We know that April 15th seems like a long way off. But your 2009 deductions end tomorrow night! It’s not too late to make a tax deductible gift to QEJ — one that will fuel our social justice work in 2010. We’ve made major advances this year in our campaign work locally and in raising the visibility of economic justice issues for queers nationally. There is much more work to do to ensure that working class, poor and low-income LGBT people receive justice in our society, but we’re hoping to continue to organize, and to make our communities visible in the LGBT movement, and in broader progressive movements across the country.

QEJ has always taken difficult and principled stances on issues that are sometimes unpopular with some elements of the LGBT community. Members of our board and staff have sometimes come under harsh criticism from bloggers or movement leaders for being divisive, reverse racists, complainers who aren’t realistic or practical in our idea of social change. We organize on the issues that are important to our base–that’s our queer agenda.
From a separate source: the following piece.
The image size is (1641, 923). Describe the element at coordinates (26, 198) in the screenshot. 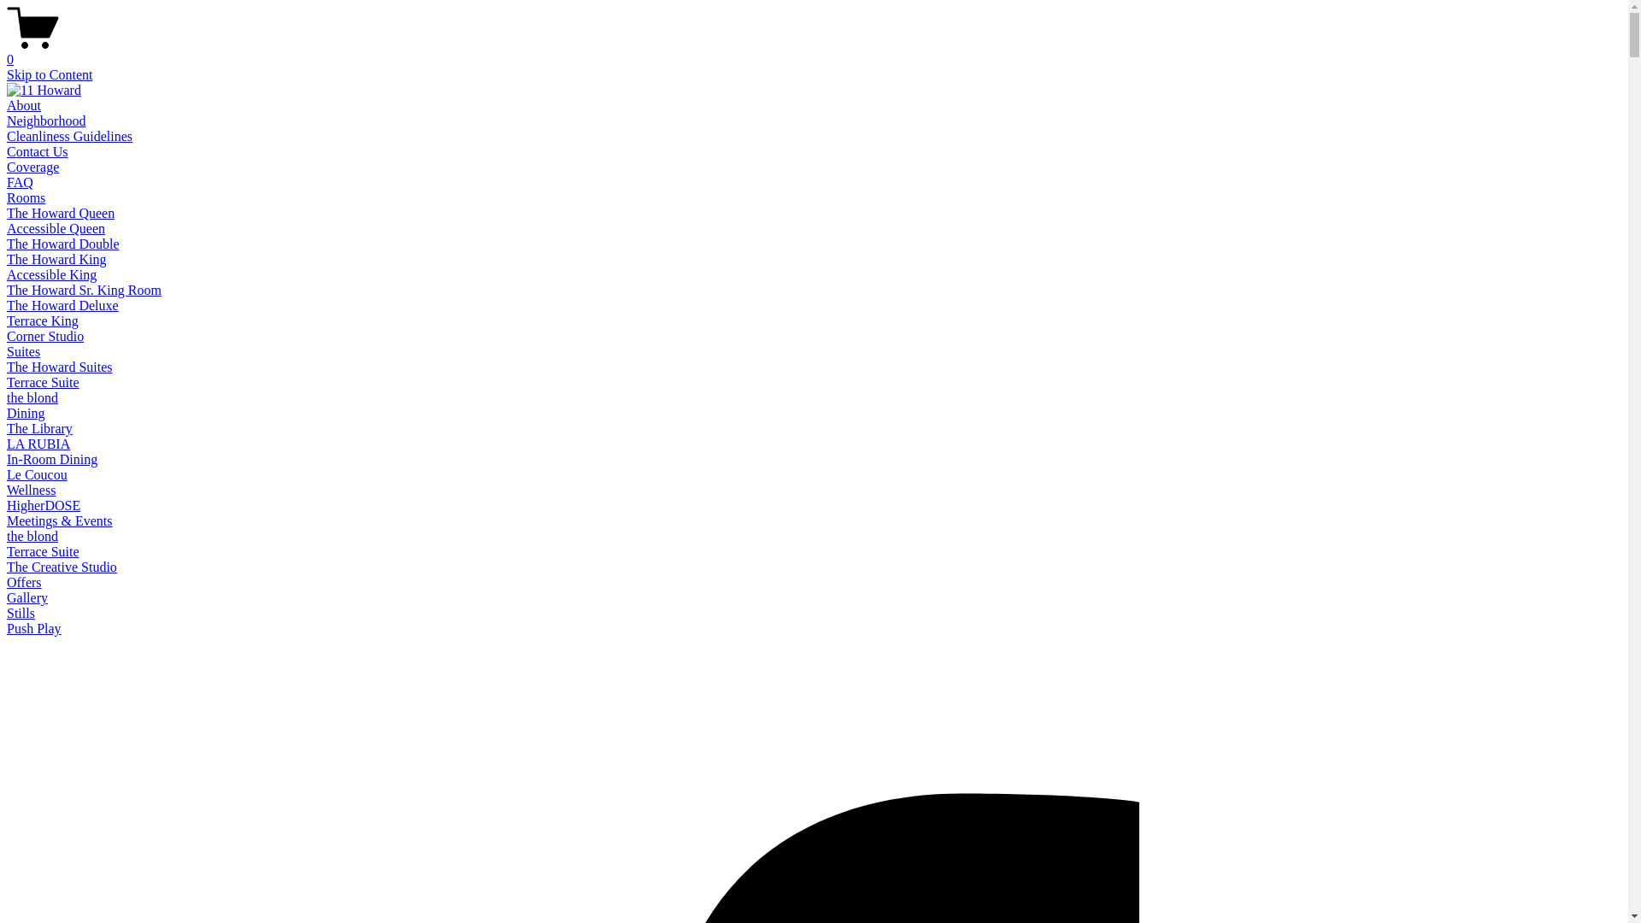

That is why we coordinate support groups for queer and trans people in the shelter system. That is why we organize queer and trans people on welfare to advocate for better welfare policies that expand access for trans and gender nonconforming people. That is why we organized a national mobilization of LGBT organizations to push for the inclusion of the public option in federal health care reform. Your donations help us continue to work on the issues that prioritize the lives of queer people at the margins of our movement.

Make a 2009 tax-deductible gift before the December 31st deadline to stand up for economic justice for queer communities!

Though we’re being told that we’re pulling out of the recession in 2010, we know that poor and working class queer people will still be unemployed and discriminated against at the welfare office, working in jobs with low wages, no health care for themselves or their families, and unable to take sick days without fear of being fired. After the economy recovers, our work will not be complete.

Won’t you make an end-of year donation to support true economic justice?

All of us at QEJ thank you for the support you’ve shown us over the years, and we wish you and yours a Happy New Year!